Get information from our partner organization, the Drug Policy Alliance Network.

Email:
 
     
 
     
 

Support the Drug Policy
Alliance’s work to promote
drug policies based on
science, compassion,
health and human rights.

Donate Now

 
     
     
 
     
 

For the latest drug policy reform news and action alerts, visit our partner organization, DPA Network.

 
     

Email:

 

Barriers to Re-Entry for Convicted Drug Offenders

Compiled by Anonymous, Drug Policy Alliance. April 2003.

Individuals who are convicted of drug felonies or have drug use histories face a wide spectrum of punitive policies that limit their access to social services. Not surprisingly, these policies disproportionately affect poor people of color and their families, with the burden falling most harshly on women. Here are some such barriers.

HOUSING

§ Tenants who apply for public housing can be denied admission if they have been convicted of a felony drug offense or if they are in a drug treatment program and are currently known to be using illegal drugs.

§ The federal "One-Strike" eviction policy allows public housing agencies or Section 8 landlords to evict a tenant or any guest or "other person under the tenant’s control" who is involved in "drug-related criminal activity" on or off public housing premises.

HIGHER EDUCATION

§ In 1998, the Higher Education Act was amended to prohibit anyone with a drug conviction from receiving federal financial aid for post-secondary education. Under the law, a student who has been convicted of any offense under any federal or state law involving the possession or sale of a controlled substance is not eligible to receive any grant, loan, or work assistance.

§ In the 2001-2002 school year, 48,629 students were formally denied aid for some or all of the school year. To date, approximately 92,841 students have been denied access to financial aid because of this provision.

§ Representative Barney Frank (D-MA) has introduced a bill--H.R. 685--that would repeal this policy as one of its three major priority areas. The bill currently has 39 co-sponsors. In addition to these efforts, student governments and schools have begun to protest this policy. As of April 2002, Hampshire, Swarthmore College and Yale University have agreed to replace the federal aid lost under this policy.

WELFARE REFORM AND FOOD STAMPS

§ Any individual with a drug felony conviction is permanently barred from receiving cash benefits or food stamps.
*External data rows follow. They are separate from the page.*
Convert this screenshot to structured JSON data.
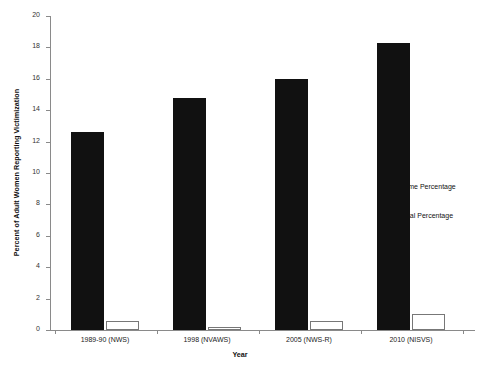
{
  "chart_data": {
    "type": "bar",
    "title": "",
    "xlabel": "Year",
    "ylabel": "Percent of Adult Women Reporting Victimization",
    "categories": [
      "1989-90 (NWS)",
      "1998 (NVAWS)",
      "2005 (NWS-R)",
      "2010 (NISVS)"
    ],
    "series": [
      {
        "name": "Lifetime Percentage",
        "values": [
          12.6,
          14.8,
          16.0,
          18.3
        ],
        "color": "#111111",
        "marker": "filled-square"
      },
      {
        "name": "Annual Percentage",
        "values": [
          0.6,
          0.2,
          0.6,
          1.0
        ],
        "color": "#ffffff",
        "marker": "open-square"
      }
    ],
    "ylim": [
      0,
      20
    ],
    "yticks": [
      0,
      2,
      4,
      6,
      8,
      10,
      12,
      14,
      16,
      18,
      20
    ],
    "ytick_labels": [
      "0",
      "2",
      "4",
      "6",
      "8",
      "10",
      "12",
      "14",
      "16",
      "18",
      "20"
    ],
    "grid": false,
    "legend_position": "right"
  },
  "legend": {
    "entries": [
      {
        "label": "Lifetime Percentage"
      },
      {
        "label": "Annual Percentage"
      }
    ]
  }
}
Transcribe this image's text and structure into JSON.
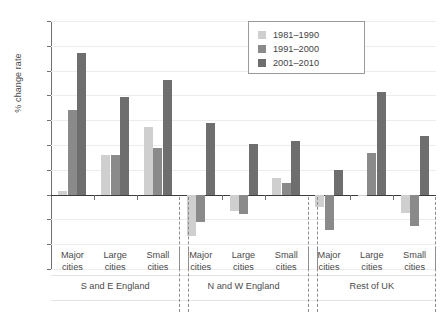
{
  "chart_data": {
    "type": "bar",
    "title": "",
    "xlabel": "",
    "ylabel": "% change rate",
    "ylim": [
      -6.0,
      14.0
    ],
    "ytick_labels": [
      "14.0",
      "12.0",
      "10.0",
      "8.0",
      "6.0",
      "4.0",
      "2.0",
      "0.0",
      "-2.0",
      "-4.0",
      "-6.0"
    ],
    "ytick_values": [
      14.0,
      12.0,
      10.0,
      8.0,
      6.0,
      4.0,
      2.0,
      0.0,
      -2.0,
      -4.0,
      -6.0
    ],
    "grid": true,
    "legend_position": "top-right",
    "legend": [
      "1981–1990",
      "1991–2000",
      "2001–2010"
    ],
    "series": [
      {
        "name": "1981–1990",
        "color": "#cfcfcf",
        "values": [
          0.3,
          3.2,
          5.45,
          -3.35,
          -1.35,
          1.35,
          -1.0,
          -0.1,
          -1.5
        ]
      },
      {
        "name": "1991–2000",
        "color": "#8a8a8a",
        "values": [
          6.8,
          3.2,
          3.75,
          -2.2,
          -1.55,
          0.9,
          -2.85,
          3.35,
          -2.5
        ]
      },
      {
        "name": "2001–2010",
        "color": "#6e6e6e",
        "values": [
          11.4,
          7.9,
          9.25,
          5.75,
          4.05,
          4.35,
          2.0,
          8.25,
          4.7
        ]
      }
    ],
    "categories": [
      "Major cities",
      "Large cities",
      "Small cities",
      "Major cities",
      "Large cities",
      "Small cities",
      "Major cities",
      "Large cities",
      "Small cities"
    ],
    "category_lines": [
      [
        "Major",
        "cities"
      ],
      [
        "Large",
        "cities"
      ],
      [
        "Small",
        "cities"
      ],
      [
        "Major",
        "cities"
      ],
      [
        "Large",
        "cities"
      ],
      [
        "Small",
        "cities"
      ],
      [
        "Major",
        "cities"
      ],
      [
        "Large",
        "cities"
      ],
      [
        "Small",
        "cities"
      ]
    ],
    "groups": [
      "S and E England",
      "N and W England",
      "Rest of UK"
    ]
  }
}
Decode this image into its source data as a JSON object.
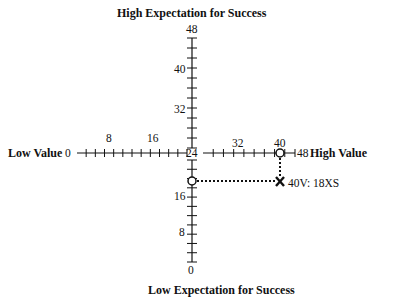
{
  "diagram": {
    "title_top": "High Expectation for Success",
    "title_bottom": "Low Expectation for Success",
    "label_left": "Low Value",
    "label_right": "High Value",
    "horizontal_axis": {
      "min": 0,
      "max": 48,
      "center": 24,
      "labels": [
        "0",
        "8",
        "16",
        "24",
        "32",
        "40",
        "48"
      ]
    },
    "vertical_axis": {
      "min": 0,
      "max": 48,
      "labels": [
        "48",
        "40",
        "32",
        "16",
        "8",
        "0"
      ]
    },
    "point": {
      "value": 40,
      "expectation": 18,
      "label": "40V: 18XS",
      "marker": "x-mark"
    },
    "projections": [
      {
        "axis": "horizontal",
        "value": 40
      },
      {
        "axis": "vertical",
        "value": 18
      }
    ]
  }
}
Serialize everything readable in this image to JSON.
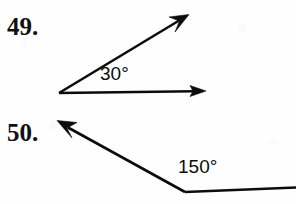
{
  "page": {
    "background_color": "#fefefe",
    "ink_color": "#0c0c0c",
    "width": 296,
    "height": 204
  },
  "problems": [
    {
      "number_label": "49.",
      "angle_value": "30°",
      "angle_degrees": 30,
      "description": "Acute angle formed by two rays from a common vertex; lower ray horizontal pointing right, upper ray pointing up and to the right.",
      "vertex": {
        "x": 59,
        "y": 93
      },
      "rays": [
        {
          "name": "horizontal-ray",
          "tip_x": 205,
          "tip_y": 91,
          "arrow": true
        },
        {
          "name": "upper-ray",
          "tip_x": 188,
          "tip_y": 15,
          "arrow": true
        }
      ],
      "label_position": {
        "x": 100,
        "y": 64
      }
    },
    {
      "number_label": "50.",
      "angle_value": "150°",
      "angle_degrees": 150,
      "description": "Obtuse angle formed at a vertex; one ray goes horizontally right off the page edge, the other ray points up and to the left with an arrowhead.",
      "vertex": {
        "x": 185,
        "y": 192
      },
      "rays": [
        {
          "name": "horizontal-ray",
          "tip_x": 296,
          "tip_y": 188,
          "arrow": false
        },
        {
          "name": "upper-left-ray",
          "tip_x": 58,
          "tip_y": 121,
          "arrow": true
        }
      ],
      "label_position": {
        "x": 178,
        "y": 157
      }
    }
  ]
}
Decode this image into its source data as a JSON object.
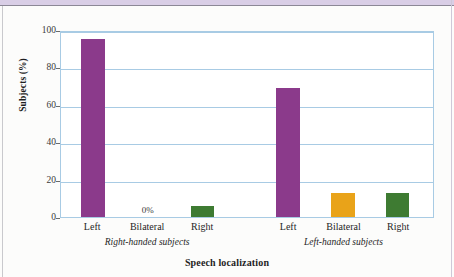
{
  "chart_data": {
    "type": "bar",
    "title": "",
    "xlabel": "Speech localization",
    "ylabel": "Subjects (%)",
    "ylim": [
      0,
      100
    ],
    "yticks": [
      0,
      20,
      40,
      60,
      80,
      100
    ],
    "ytick_labels": [
      "0",
      "20",
      "40",
      "60",
      "80",
      "100"
    ],
    "grid": true,
    "legend": "none",
    "categories": [
      "Left",
      "Bilateral",
      "Right",
      "Left",
      "Bilateral",
      "Right"
    ],
    "groups": [
      {
        "name": "Right-handed subjects",
        "categories": [
          "Left",
          "Bilateral",
          "Right"
        ],
        "values": [
          96,
          0,
          6
        ],
        "colors": [
          "#8B3A8B",
          "#8B3A8B",
          "#3E7B32"
        ]
      },
      {
        "name": "Left-handed subjects",
        "categories": [
          "Left",
          "Bilateral",
          "Right"
        ],
        "values": [
          70,
          13,
          13
        ],
        "colors": [
          "#8B3A8B",
          "#E9A319",
          "#3E7B32"
        ]
      }
    ],
    "bars": [
      {
        "label": "Left",
        "group": "Right-handed subjects",
        "value": 96,
        "color": "#8B3A8B",
        "center_pct": 8.6,
        "value_label": ""
      },
      {
        "label": "Bilateral",
        "group": "Right-handed subjects",
        "value": 0,
        "color": "#8B3A8B",
        "center_pct": 23.3,
        "value_label": "0%"
      },
      {
        "label": "Right",
        "group": "Right-handed subjects",
        "value": 6,
        "color": "#3E7B32",
        "center_pct": 38.0,
        "value_label": ""
      },
      {
        "label": "Left",
        "group": "Left-handed subjects",
        "value": 70,
        "color": "#8B3A8B",
        "center_pct": 61.0,
        "value_label": ""
      },
      {
        "label": "Bilateral",
        "group": "Left-handed subjects",
        "value": 13,
        "color": "#E9A319",
        "center_pct": 75.8,
        "value_label": ""
      },
      {
        "label": "Right",
        "group": "Left-handed subjects",
        "value": 13,
        "color": "#3E7B32",
        "center_pct": 90.4,
        "value_label": ""
      }
    ],
    "group_label_positions_pct": [
      23.3,
      75.8
    ],
    "annotations": [
      "0%"
    ]
  },
  "colors": {
    "purple": "#8B3A8B",
    "green": "#3E7B32",
    "orange": "#E9A319",
    "grid": "#a8cbe4",
    "axis_text": "#1f1f1f",
    "top_band": "#d9cee6"
  }
}
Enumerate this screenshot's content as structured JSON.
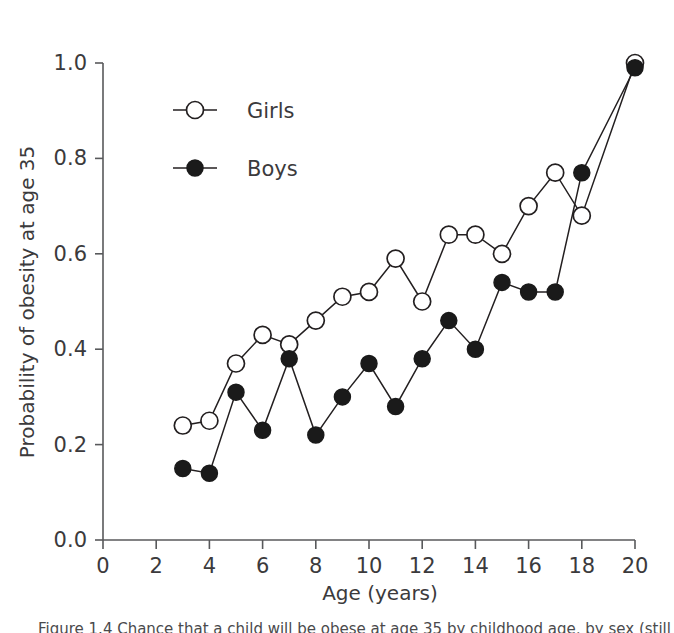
{
  "figure": {
    "background": "#ffffff",
    "line_color": "#231f20",
    "axis_color": "#58595b",
    "text_color": "#3b3a3c"
  },
  "caption": {
    "text": "Figure 1.4 Chance that a child will be obese at age 35 by childhood age, by sex (still legible)"
  },
  "chart_data": {
    "type": "line",
    "title": "",
    "subtitle": "",
    "xlabel": "Age (years)",
    "ylabel": "Probability of obesity at age 35",
    "xlim": [
      0,
      20
    ],
    "ylim": [
      0.0,
      1.0
    ],
    "xticks": [
      0,
      2,
      4,
      6,
      8,
      10,
      12,
      14,
      16,
      18,
      20
    ],
    "xticklabels": [
      "0",
      "2",
      "4",
      "6",
      "8",
      "10",
      "12",
      "14",
      "16",
      "18",
      "20"
    ],
    "yticks": [
      0.0,
      0.2,
      0.4,
      0.6,
      0.8,
      1.0
    ],
    "yticklabels": [
      "0.0",
      "0.2",
      "0.4",
      "0.6",
      "0.8",
      "1.0"
    ],
    "grid": false,
    "legend_position": "upper-left-inside",
    "x": [
      3,
      4,
      5,
      6,
      7,
      8,
      9,
      10,
      11,
      12,
      13,
      14,
      15,
      16,
      17,
      18,
      19,
      20
    ],
    "series": [
      {
        "name": "Girls",
        "marker": "open-circle",
        "color": "#231f20",
        "x": [
          3,
          4,
          5,
          6,
          7,
          8,
          9,
          10,
          11,
          12,
          13,
          14,
          15,
          16,
          17,
          18,
          20
        ],
        "values": [
          0.24,
          0.25,
          0.37,
          0.43,
          0.41,
          0.46,
          0.51,
          0.52,
          0.59,
          0.5,
          0.64,
          0.64,
          0.6,
          0.7,
          0.77,
          0.68,
          1.0
        ]
      },
      {
        "name": "Boys",
        "marker": "filled-circle",
        "color": "#1a1a1a",
        "x": [
          3,
          4,
          5,
          6,
          7,
          8,
          9,
          10,
          11,
          12,
          13,
          14,
          15,
          16,
          17,
          18,
          20
        ],
        "values": [
          0.15,
          0.14,
          0.31,
          0.23,
          0.38,
          0.22,
          0.3,
          0.37,
          0.28,
          0.38,
          0.46,
          0.4,
          0.54,
          0.52,
          0.52,
          0.77,
          0.99
        ]
      }
    ],
    "legend": [
      {
        "label": "Girls",
        "marker": "open-circle"
      },
      {
        "label": "Boys",
        "marker": "filled-circle"
      }
    ]
  }
}
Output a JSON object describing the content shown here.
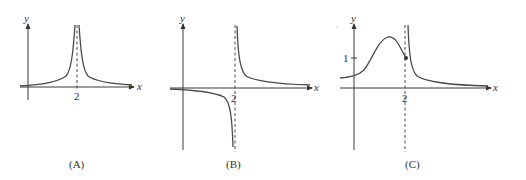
{
  "figure": {
    "panels": [
      {
        "id": "A",
        "caption": "(A)",
        "x_axis_label": "x",
        "y_axis_label": "y",
        "x_tick_label": "2",
        "description": "Both branches rise to +infinity at vertical asymptote x = 2; horizontal asymptote y = 0"
      },
      {
        "id": "B",
        "caption": "(B)",
        "x_axis_label": "x",
        "y_axis_label": "y",
        "x_tick_label": "2",
        "description": "Left branch goes to -infinity, right branch to +infinity at x = 2; horizontal asymptote y = 0"
      },
      {
        "id": "C",
        "caption": "(C)",
        "x_axis_label": "x",
        "y_axis_label": "y",
        "x_tick_label": "2",
        "y_tick_label": "1",
        "description": "Left branch rises to a local max then ends at closed point (2, 1); right branch goes to +infinity at x = 2 and decays to y = 0"
      }
    ]
  },
  "colors": {
    "line": "#4a4a4a",
    "axis": "#3a3a3a",
    "text": "#333333",
    "background": "#ffffff"
  }
}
§ Each state can "opt out" of enforcing this ban, or modify its enforcement. As of March 2002, 21 states have the full ban in place-denying to people with felony drug convictions benefits for life.

§ Eleven states and the District of Columbia have completely opted out of the ban, and 18 other states have modified the ban either by allowing benefits dependent upon drug treatment, denying benefits only for sales convictions, or by placing a time limit on the ban.

FELON DISENFRANCHISEMENT

§ Convicted drug offenders are denied the right to vote in states throughout the country, impacting their right to participate as full citizens both inside and outside of prison.

§ In forty-six states and the District of Columbia, criminal disenfranchisement laws deny the vote to all convicted adults in prison; thirty-two states also disenfranchise felons on parole; twenty-nine disenfranchise those on probation; fourteen states prevent ex-offenders who have fully served their sentences from voting; ten of the states disenfranchise all ex-felons for life, including: Alabama, Delaware, Florida, Iowa, Kentucky, Mississippi, Nevada, New Mexico, Virginia, and Wyoming.

§ As a result, 1.4 million African-American men, or 13 percent of the African-American adult male population, are disenfranchised.

IMMIGRATION

§ In 1996, Congress passed the Illegal Immigration Reform and Immigrant Responsibility Act (IIRAIRA). A person is deportable or inadmissible if he or she is convicted of an offense "relating to a controlled substance."

CHILD WELFARE

§ The Adoptive and Safe Families Act of 1997 (ASFA) accelerates the termination of parental rights and prevents individuals with certain convictions (including drug offences) from becoming foster or adoptive parents. By 1999, every state had passed legislation that mirrors or is tougher than this federal standard.

§ Within the past few years, many states have also begun testing newborns for drugs and terminating parental rights at childbirth if the baby tests positive. Such policies have a significant racial and class bias. There is overwhelming evidence that hospitals subject poor women and newborns of color to these practices at disproportionately higher rates. One positive drug test can send a child into foster care and force a mother to fulfill a reunification procedure that is often complex and onerous.